“The Rise and Fall of Adobe Flash: Before Flash Player Sunsets This December, We Talk Its Legacy With Those Who Built It”, Richard C. Moss2020-07-07 (, )⁠:

[Retrospective profile of Adobe Flash, with interviews from creator Jonathan Gay about its founding in 1992: it began as a vector drawing program for now-forgotten tablet / PDA devices, a project that was killed, and they pivoted to porting it to desktop. This too flopped, as customers suggested that cel-shading and rotoscoping animation would be more useful; with the Web emerging, they decided to retarget Java applets.]

[Their prototype ran at 2FPS, and Adobe was unimpressed. Microsoft & Disney, however, saw promise in it, and made it a highlight of their new websites like MSN and The Daily Blast, despite Flash being on the brink of death. Macromedia heard of it through them, and acquired Flash, as a bridge from their fading multimedia CD-ROM to the hot new Internet. The highly expanded Flash was the most interactive and versatile web development tool in an era when JavaScript barely existed, and easy to use.]

[Soon, games were being written in it (to the creators’ surprise, considering how weak a programming language it was, with barely-working conditionals or variables), and an online ecosystem springing up around sites like Newgrounds with literally millions of players. Flash soon became used for video, and animating.]

[Adobe, a decade after declining Flash, bought it for billions. But at its zenith in the mid-2000s, Flash was about to fall, as Adobe was distracted by corporate uses rather than video/games/general web, open web standards/browsers gradually accreted its capabilities natively; finally, a major blow was Steve Jobs declaring Flash dead—slow & power-hungry, proprietary (ie. ‘not Apple-owned’), insecure, and ill-designed for the mobile-first future. Flash entered a death spiral, and quickly was abandoned by even Adobe.]

[Its legacy is now primarily opening up creative Internet uses worldwide and getting countless people involved in media.]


- **WHAT TO DO**
From the records below, extract all the text exactly and leave the images behind.
-=-=-
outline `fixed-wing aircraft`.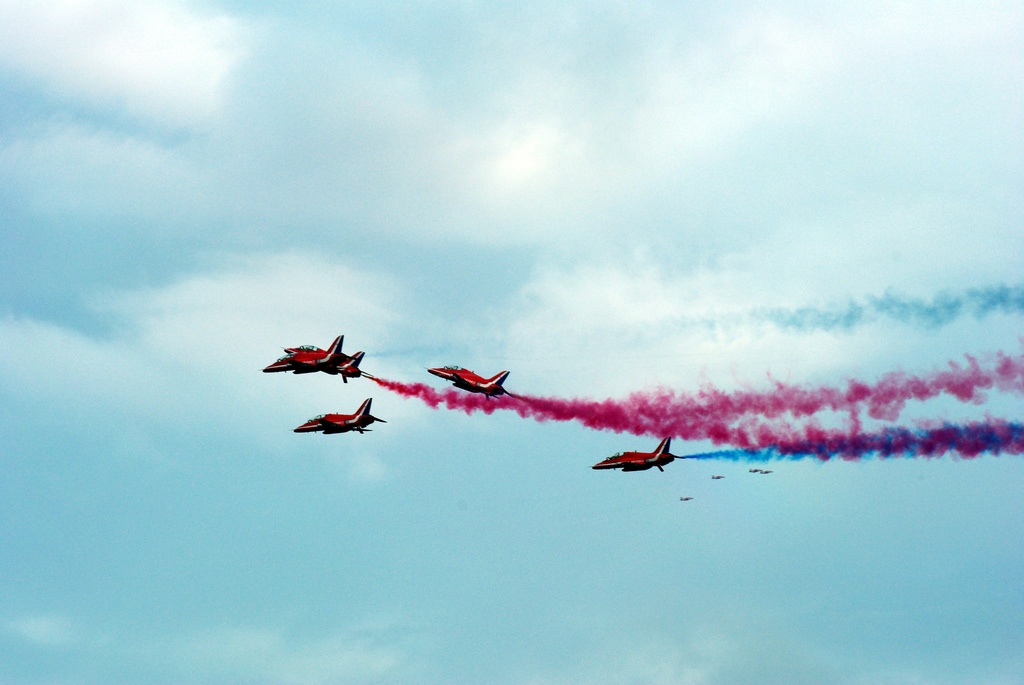
Outline: box=[593, 434, 682, 473].
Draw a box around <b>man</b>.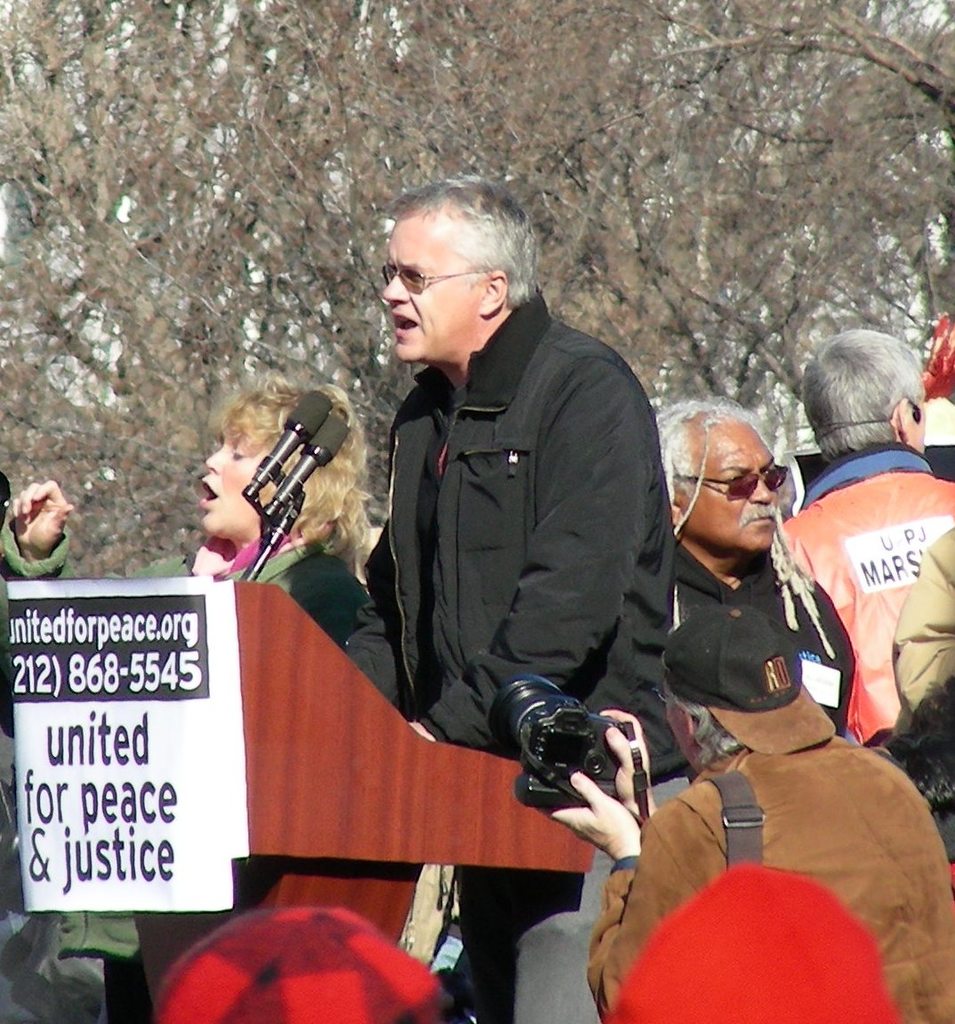
[left=538, top=604, right=954, bottom=1023].
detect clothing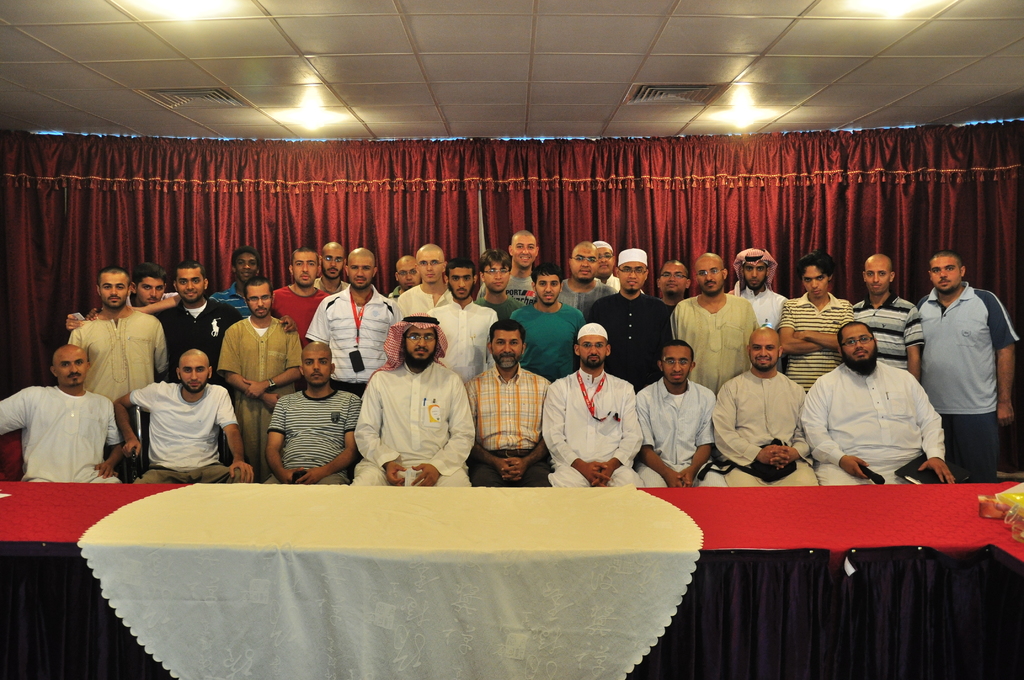
[x1=792, y1=359, x2=962, y2=499]
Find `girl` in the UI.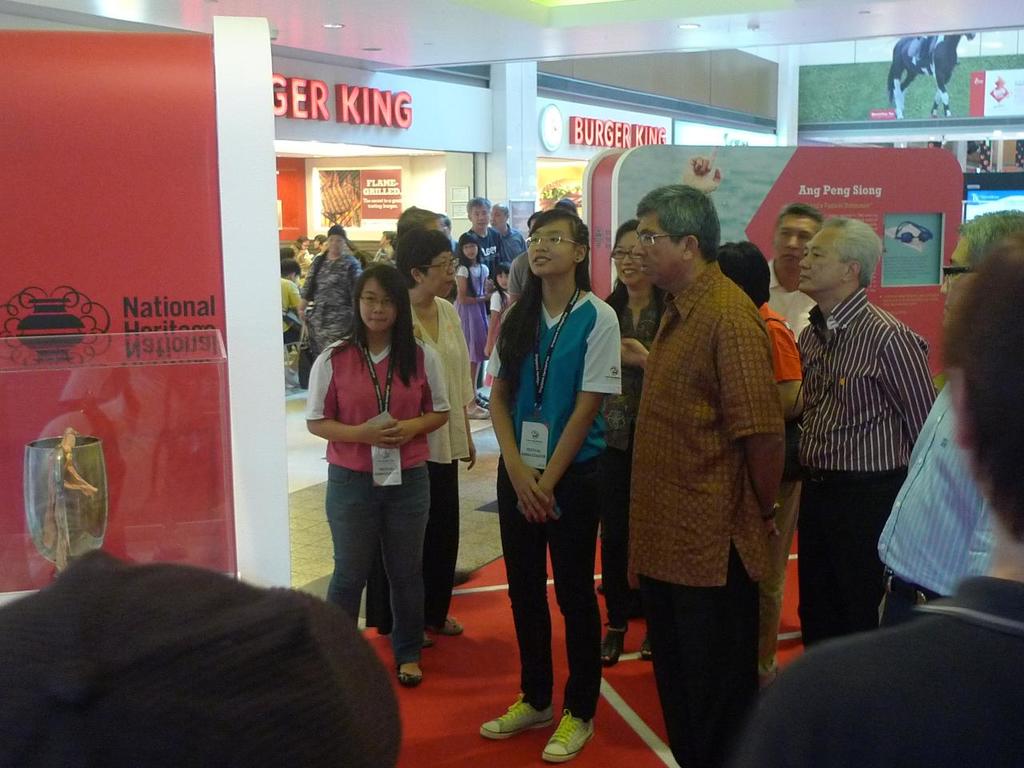
UI element at 299, 266, 454, 688.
-=-=-
- **RESULT**
outline `fixed-wing aircraft`.
Outline: box=[593, 434, 682, 473].
Draw a box around <b>man</b>.
[left=538, top=604, right=954, bottom=1023].
detect clothing
[x1=792, y1=359, x2=962, y2=499]
Find `girl` in the UI.
UI element at 299, 266, 454, 688.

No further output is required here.